A SMALLER PIECE OF CAKE

Molder plaster designs line the underside of the marquee of Los Angeles’ Deco masterpiece, The Wiltern Theatre.
By MICHAEL PERKINS
IN A HOUSE CRAMMED WITH LUXURIANT COFFEE TABLE BOOKS ON PHOTOGRAPHY, my most lovingly thumbed volumes seem to center on studies of Art Deco architecture, a subject which provides me with endless enjoyment. Some books touch on overall moderne design, but most are specific reference works on the zigzags, chevrons, whorls and curves of buildings, clad in this seductive, streamlined celebration of style. Similarly, my travel plans over the years involve sticking pins in the globe to indicate the fattest troves of these buildings, mapping my strategies for someday capturing them inside a box. It’s a bucket list, if buckets had been designed by Walter Dorwin Teague or Norman bel Geddes.
Shooting Deco buildings can humble one, since the sheer volume of decorative accents in a single skyscraper could consume a coffee table book all its own. Deco may use fewer details or lines to suggest an idea compared to earlier eras, but it is still undeniably busy. Some truly extreme edifices, such as Los Angeles’ Pantages Theatre, can nearly give you claustrophobia. These places were certainly meant to be looked at, but, to our contemporary eye, trying to take them “all in” is a little like sending your eye on a three-day bender. This also means that, for photographers, trying to tell a complete story in a single image is pert nigh impossible.
To that thought, I have spent several years going over shoots of Deco buildings that originally involved, say, thirty to forty images, only to find that, even when I was trying to break these giant birthday cakes into smaller slices, there was still enough going on, even in the edited shots, to warrant a second, third, or even fourth “sub-cropping”. One such place, also in L.A., is the giant faux-jade tower known as the Wiltern Theatre, so named because it occupies a corner at the intersection of WILshire Boulevard and WesTERN Avenue. The place was originally the Hollywood capstone of the Warner Brothers theatre chain, and survives today as a live performance space (think alt-rock meets emo). Point a camera anywhere, and you’ll harvest a click-ton of exuberant, exploding ornamentation.
The large shot seen at the top of the page is but one section of the glorious molded plaster overhang beneath the Wiltern’s marquee. The inset image at left is the larger master shot, in which I originally thought I was keeping it simple by limiting the frame to the lower part of the front right corner of the building. Turns out that even this “tighter” composition was too busy, hence the more radical crop to a smaller part of the pattern. On the way to the final edit, I also flipped the design upside down to make it splay out more dramatically and converted the dull gun-metal green to blue for a little extra romance.
All of which seems to be yet another re-hash of the old “less is more” argument. Simplify, simplify, grab the stone from my hand, grasshopper, etc., etc. Art Deco is a style in which the devil (the delight?) is most definitely in the details. Some are so incredible that it seems a sin to have them vanish into large, comprehensive uber-shots of big buildings, rather than being given the loving attention they deserve. And certainly, for photographers, there are other such visual birthday cakes that are more appetizing if you simply cut yourself a smaller slice.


__WHAT TO PRODUCE__
In full and without deviation, reproduce the records that follow.

(Excerpts from a figure dataset)
┌────────

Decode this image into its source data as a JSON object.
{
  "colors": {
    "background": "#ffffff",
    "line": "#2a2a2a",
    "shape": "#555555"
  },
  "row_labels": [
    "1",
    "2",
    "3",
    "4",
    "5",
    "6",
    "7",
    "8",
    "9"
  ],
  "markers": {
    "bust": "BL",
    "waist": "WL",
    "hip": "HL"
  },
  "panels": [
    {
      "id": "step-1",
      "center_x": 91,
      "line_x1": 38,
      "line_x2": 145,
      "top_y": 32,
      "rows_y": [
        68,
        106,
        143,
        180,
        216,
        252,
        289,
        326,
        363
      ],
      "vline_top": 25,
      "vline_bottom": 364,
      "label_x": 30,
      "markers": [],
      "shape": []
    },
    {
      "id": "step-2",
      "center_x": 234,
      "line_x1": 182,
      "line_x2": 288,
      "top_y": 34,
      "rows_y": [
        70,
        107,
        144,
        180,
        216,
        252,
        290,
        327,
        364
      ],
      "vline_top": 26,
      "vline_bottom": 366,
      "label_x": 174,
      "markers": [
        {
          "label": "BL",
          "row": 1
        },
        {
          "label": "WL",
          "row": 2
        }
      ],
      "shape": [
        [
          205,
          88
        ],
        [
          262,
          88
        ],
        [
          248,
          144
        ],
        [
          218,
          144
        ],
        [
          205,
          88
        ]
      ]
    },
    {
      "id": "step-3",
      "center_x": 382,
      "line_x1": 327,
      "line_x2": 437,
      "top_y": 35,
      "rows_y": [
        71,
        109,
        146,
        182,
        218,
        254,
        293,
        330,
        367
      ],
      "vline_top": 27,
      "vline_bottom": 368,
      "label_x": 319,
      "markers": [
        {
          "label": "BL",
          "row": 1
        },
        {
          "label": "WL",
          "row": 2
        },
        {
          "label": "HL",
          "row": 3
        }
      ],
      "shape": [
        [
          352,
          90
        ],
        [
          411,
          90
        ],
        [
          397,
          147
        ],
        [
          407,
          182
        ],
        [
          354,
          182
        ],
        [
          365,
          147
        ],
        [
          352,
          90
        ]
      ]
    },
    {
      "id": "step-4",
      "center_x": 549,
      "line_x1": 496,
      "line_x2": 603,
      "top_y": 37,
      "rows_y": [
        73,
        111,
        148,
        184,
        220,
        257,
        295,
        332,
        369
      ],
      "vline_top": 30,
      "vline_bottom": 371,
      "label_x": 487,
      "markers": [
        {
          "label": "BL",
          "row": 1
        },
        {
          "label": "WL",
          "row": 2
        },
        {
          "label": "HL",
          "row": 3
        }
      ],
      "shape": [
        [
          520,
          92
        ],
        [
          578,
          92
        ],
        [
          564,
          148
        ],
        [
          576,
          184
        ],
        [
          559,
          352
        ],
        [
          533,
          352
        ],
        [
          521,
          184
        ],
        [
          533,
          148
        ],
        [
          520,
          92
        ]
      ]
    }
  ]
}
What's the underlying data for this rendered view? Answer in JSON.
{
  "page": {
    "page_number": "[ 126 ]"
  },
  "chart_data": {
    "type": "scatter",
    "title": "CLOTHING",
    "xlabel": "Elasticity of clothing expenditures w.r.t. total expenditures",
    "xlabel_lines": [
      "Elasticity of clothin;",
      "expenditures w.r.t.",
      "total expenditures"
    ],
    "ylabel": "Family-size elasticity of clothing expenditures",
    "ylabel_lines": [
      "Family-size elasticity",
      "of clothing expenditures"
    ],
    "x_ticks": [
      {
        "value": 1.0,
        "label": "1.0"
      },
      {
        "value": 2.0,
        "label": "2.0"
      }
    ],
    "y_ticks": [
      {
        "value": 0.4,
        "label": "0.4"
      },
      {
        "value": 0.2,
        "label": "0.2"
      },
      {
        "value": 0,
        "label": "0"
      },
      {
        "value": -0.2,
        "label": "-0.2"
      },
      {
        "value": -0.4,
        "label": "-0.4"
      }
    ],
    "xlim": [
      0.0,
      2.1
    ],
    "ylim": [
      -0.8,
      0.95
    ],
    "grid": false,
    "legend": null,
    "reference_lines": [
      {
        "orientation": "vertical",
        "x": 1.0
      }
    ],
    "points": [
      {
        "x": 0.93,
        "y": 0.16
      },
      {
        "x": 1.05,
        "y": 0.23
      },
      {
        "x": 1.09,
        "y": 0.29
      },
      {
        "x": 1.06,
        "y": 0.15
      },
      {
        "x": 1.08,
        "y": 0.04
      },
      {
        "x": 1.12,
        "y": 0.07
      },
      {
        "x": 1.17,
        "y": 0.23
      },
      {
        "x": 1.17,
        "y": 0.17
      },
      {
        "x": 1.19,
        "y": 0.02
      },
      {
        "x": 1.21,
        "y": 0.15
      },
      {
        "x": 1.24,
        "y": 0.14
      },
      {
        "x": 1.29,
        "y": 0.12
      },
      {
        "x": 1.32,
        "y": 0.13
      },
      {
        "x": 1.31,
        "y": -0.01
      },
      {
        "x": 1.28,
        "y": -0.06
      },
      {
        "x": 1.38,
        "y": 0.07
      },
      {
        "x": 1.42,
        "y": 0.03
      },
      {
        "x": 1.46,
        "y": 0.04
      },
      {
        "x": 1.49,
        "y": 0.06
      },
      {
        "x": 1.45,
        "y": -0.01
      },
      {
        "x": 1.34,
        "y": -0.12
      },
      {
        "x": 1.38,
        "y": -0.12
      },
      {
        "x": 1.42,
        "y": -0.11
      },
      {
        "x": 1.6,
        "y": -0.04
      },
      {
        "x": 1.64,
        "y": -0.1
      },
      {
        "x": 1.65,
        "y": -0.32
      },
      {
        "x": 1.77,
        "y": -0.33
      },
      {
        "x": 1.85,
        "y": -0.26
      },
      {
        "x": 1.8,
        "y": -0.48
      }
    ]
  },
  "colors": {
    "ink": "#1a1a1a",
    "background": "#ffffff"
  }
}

└────────

__THE ANSWER__
Decode this image into its source data as a JSON object.
{
  "colors": {
    "background": "#ffffff",
    "line": "#2a2a2a",
    "shape": "#555555"
  },
  "row_labels": [
    "1",
    "2",
    "3",
    "4",
    "5",
    "6",
    "7",
    "8",
    "9"
  ],
  "markers": {
    "bust": "BL",
    "waist": "WL",
    "hip": "HL"
  },
  "panels": [
    {
      "id": "step-1",
      "center_x": 91,
      "line_x1": 38,
      "line_x2": 145,
      "top_y": 32,
      "rows_y": [
        68,
        106,
        143,
        180,
        216,
        252,
        289,
        326,
        363
      ],
      "vline_top": 25,
      "vline_bottom": 364,
      "label_x": 30,
      "markers": [],
      "shape": []
    },
    {
      "id": "step-2",
      "center_x": 234,
      "line_x1": 182,
      "line_x2": 288,
      "top_y": 34,
      "rows_y": [
        70,
        107,
        144,
        180,
        216,
        252,
        290,
        327,
        364
      ],
      "vline_top": 26,
      "vline_bottom": 366,
      "label_x": 174,
      "markers": [
        {
          "label": "BL",
          "row": 1
        },
        {
          "label": "WL",
          "row": 2
        }
      ],
      "shape": [
        [
          205,
          88
        ],
        [
          262,
          88
        ],
        [
          248,
          144
        ],
        [
          218,
          144
        ],
        [
          205,
          88
        ]
      ]
    },
    {
      "id": "step-3",
      "center_x": 382,
      "line_x1": 327,
      "line_x2": 437,
      "top_y": 35,
      "rows_y": [
        71,
        109,
        146,
        182,
        218,
        254,
        293,
        330,
        367
      ],
      "vline_top": 27,
      "vline_bottom": 368,
      "label_x": 319,
      "markers": [
        {
          "label": "BL",
          "row": 1
        },
        {
          "label": "WL",
          "row": 2
        },
        {
          "label": "HL",
          "row": 3
        }
      ],
      "shape": [
        [
          352,
          90
        ],
        [
          411,
          90
        ],
        [
          397,
          147
        ],
        [
          407,
          182
        ],
        [
          354,
          182
        ],
        [
          365,
          147
        ],
        [
          352,
          90
        ]
      ]
    },
    {
      "id": "step-4",
      "center_x": 549,
      "line_x1": 496,
      "line_x2": 603,
      "top_y": 37,
      "rows_y": [
        73,
        111,
        148,
        184,
        220,
        257,
        295,
        332,
        369
      ],
      "vline_top": 30,
      "vline_bottom": 371,
      "label_x": 487,
      "markers": [
        {
          "label": "BL",
          "row": 1
        },
        {
          "label": "WL",
          "row": 2
        },
        {
          "label": "HL",
          "row": 3
        }
      ],
      "shape": [
        [
          520,
          92
        ],
        [
          578,
          92
        ],
        [
          564,
          148
        ],
        [
          576,
          184
        ],
        [
          559,
          352
        ],
        [
          533,
          352
        ],
        [
          521,
          184
        ],
        [
          533,
          148
        ],
        [
          520,
          92
        ]
      ]
    }
  ]
}
What's the underlying data for this rendered view? Answer in JSON.
{
  "page": {
    "page_number": "[ 126 ]"
  },
  "chart_data": {
    "type": "scatter",
    "title": "CLOTHING",
    "xlabel": "Elasticity of clothing expenditures w.r.t. total expenditures",
    "xlabel_lines": [
      "Elasticity of clothin;",
      "expenditures w.r.t.",
      "total expenditures"
    ],
    "ylabel": "Family-size elasticity of clothing expenditures",
    "ylabel_lines": [
      "Family-size elasticity",
      "of clothing expenditures"
    ],
    "x_ticks": [
      {
        "value": 1.0,
        "label": "1.0"
      },
      {
        "value": 2.0,
        "label": "2.0"
      }
    ],
    "y_ticks": [
      {
        "value": 0.4,
        "label": "0.4"
      },
      {
        "value": 0.2,
        "label": "0.2"
      },
      {
        "value": 0,
        "label": "0"
      },
      {
        "value": -0.2,
        "label": "-0.2"
      },
      {
        "value": -0.4,
        "label": "-0.4"
      }
    ],
    "xlim": [
      0.0,
      2.1
    ],
    "ylim": [
      -0.8,
      0.95
    ],
    "grid": false,
    "legend": null,
    "reference_lines": [
      {
        "orientation": "vertical",
        "x": 1.0
      }
    ],
    "points": [
      {
        "x": 0.93,
        "y": 0.16
      },
      {
        "x": 1.05,
        "y": 0.23
      },
      {
        "x": 1.09,
        "y": 0.29
      },
      {
        "x": 1.06,
        "y": 0.15
      },
      {
        "x": 1.08,
        "y": 0.04
      },
      {
        "x": 1.12,
        "y": 0.07
      },
      {
        "x": 1.17,
        "y": 0.23
      },
      {
        "x": 1.17,
        "y": 0.17
      },
      {
        "x": 1.19,
        "y": 0.02
      },
      {
        "x": 1.21,
        "y": 0.15
      },
      {
        "x": 1.24,
        "y": 0.14
      },
      {
        "x": 1.29,
        "y": 0.12
      },
      {
        "x": 1.32,
        "y": 0.13
      },
      {
        "x": 1.31,
        "y": -0.01
      },
      {
        "x": 1.28,
        "y": -0.06
      },
      {
        "x": 1.38,
        "y": 0.07
      },
      {
        "x": 1.42,
        "y": 0.03
      },
      {
        "x": 1.46,
        "y": 0.04
      },
      {
        "x": 1.49,
        "y": 0.06
      },
      {
        "x": 1.45,
        "y": -0.01
      },
      {
        "x": 1.34,
        "y": -0.12
      },
      {
        "x": 1.38,
        "y": -0.12
      },
      {
        "x": 1.42,
        "y": -0.11
      },
      {
        "x": 1.6,
        "y": -0.04
      },
      {
        "x": 1.64,
        "y": -0.1
      },
      {
        "x": 1.65,
        "y": -0.32
      },
      {
        "x": 1.77,
        "y": -0.33
      },
      {
        "x": 1.85,
        "y": -0.26
      },
      {
        "x": 1.8,
        "y": -0.48
      }
    ]
  },
  "colors": {
    "ink": "#1a1a1a",
    "background": "#ffffff"
  }
}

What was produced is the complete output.